VOTD: How Movies Use Color To Manipulate Our Emotions
We've previously pointed out that movie posters have a tendency to use the colors blue and orange, because of how they work together as complimentary colors. However, it's not just in marketing that movies use certain color schemes in order to catch our attention and influence our minds.
A new video essay takes a look at how color can manipulate our emotions in cinema (or really life in general), and even lays out which colors are used to stir up or convey certain emotions and qualities. This is one of those explanations where if you weren't privy to this information before, you'll begin to notice it all the time in not just the movies you watch, but all media around you.
Check out the focus on color and emotions after the jump!
Here's How Filmmakers Manipulate Our Emotions Using Color from The Verge:
If you really want to get a good breakdown of which colors tie to which emotions, skip to about the 59 second mark. There you'll see a whole diagram showing how red is linked to rage, green is linked to terror and admiration depending on the tone, and orange is tied to vigilance. That's only at their most vibrant visualizations, and as the colors dim, what they convey changes slightly.
As the video points out, filmmakers really make certain colors pop with a process in post-production called color grading, where the levels of colors are changed to make greens or blues pop more than reds or oranges, depending on what's happening in the scene or what the director wants the audience to see or feel. This is something that has become infinitely easier since digital filmmaking became the norm over the past 15 years or so, which is why we get so much more stylized visuals today than in decades past, and thus have our emotions toyed with more visually, albeit in a subtle way.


(YOUR OBJECTIVE):
All of the listing should be output exactly, apart from the pictures.

(DATA LISTING):
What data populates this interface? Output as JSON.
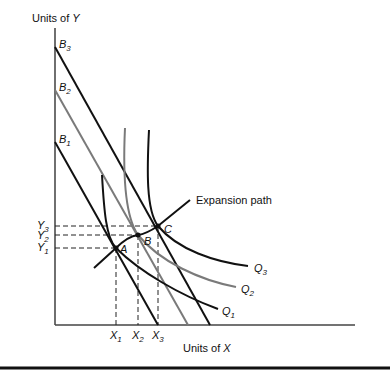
{
  "diagram": {
    "y_axis_label": "Units of ",
    "y_axis_var": "Y",
    "x_axis_label": "Units of ",
    "x_axis_var": "X",
    "budget_lines": [
      {
        "name": "B",
        "sub": "3",
        "color": "#111111"
      },
      {
        "name": "B",
        "sub": "2",
        "color": "#7a7a7a"
      },
      {
        "name": "B",
        "sub": "1",
        "color": "#111111"
      }
    ],
    "isoquants": [
      {
        "name": "Q",
        "sub": "1",
        "color": "#111111"
      },
      {
        "name": "Q",
        "sub": "2",
        "color": "#7a7a7a"
      },
      {
        "name": "Q",
        "sub": "3",
        "color": "#111111"
      }
    ],
    "points": [
      {
        "label": "A"
      },
      {
        "label": "B"
      },
      {
        "label": "C"
      }
    ],
    "x_ticks": [
      {
        "name": "X",
        "sub": "1"
      },
      {
        "name": "X",
        "sub": "2"
      },
      {
        "name": "X",
        "sub": "3"
      }
    ],
    "y_ticks": [
      {
        "name": "Y",
        "sub": "3"
      },
      {
        "name": "Y",
        "sub": "2"
      },
      {
        "name": "Y",
        "sub": "1"
      }
    ],
    "expansion_path_label": "Expansion path"
  }
}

(RESULT OF THE TASK):
What data populates this interface? Output as JSON.
{
  "diagram": {
    "y_axis_label": "Units of ",
    "y_axis_var": "Y",
    "x_axis_label": "Units of ",
    "x_axis_var": "X",
    "budget_lines": [
      {
        "name": "B",
        "sub": "3",
        "color": "#111111"
      },
      {
        "name": "B",
        "sub": "2",
        "color": "#7a7a7a"
      },
      {
        "name": "B",
        "sub": "1",
        "color": "#111111"
      }
    ],
    "isoquants": [
      {
        "name": "Q",
        "sub": "1",
        "color": "#111111"
      },
      {
        "name": "Q",
        "sub": "2",
        "color": "#7a7a7a"
      },
      {
        "name": "Q",
        "sub": "3",
        "color": "#111111"
      }
    ],
    "points": [
      {
        "label": "A"
      },
      {
        "label": "B"
      },
      {
        "label": "C"
      }
    ],
    "x_ticks": [
      {
        "name": "X",
        "sub": "1"
      },
      {
        "name": "X",
        "sub": "2"
      },
      {
        "name": "X",
        "sub": "3"
      }
    ],
    "y_ticks": [
      {
        "name": "Y",
        "sub": "3"
      },
      {
        "name": "Y",
        "sub": "2"
      },
      {
        "name": "Y",
        "sub": "1"
      }
    ],
    "expansion_path_label": "Expansion path"
  }
}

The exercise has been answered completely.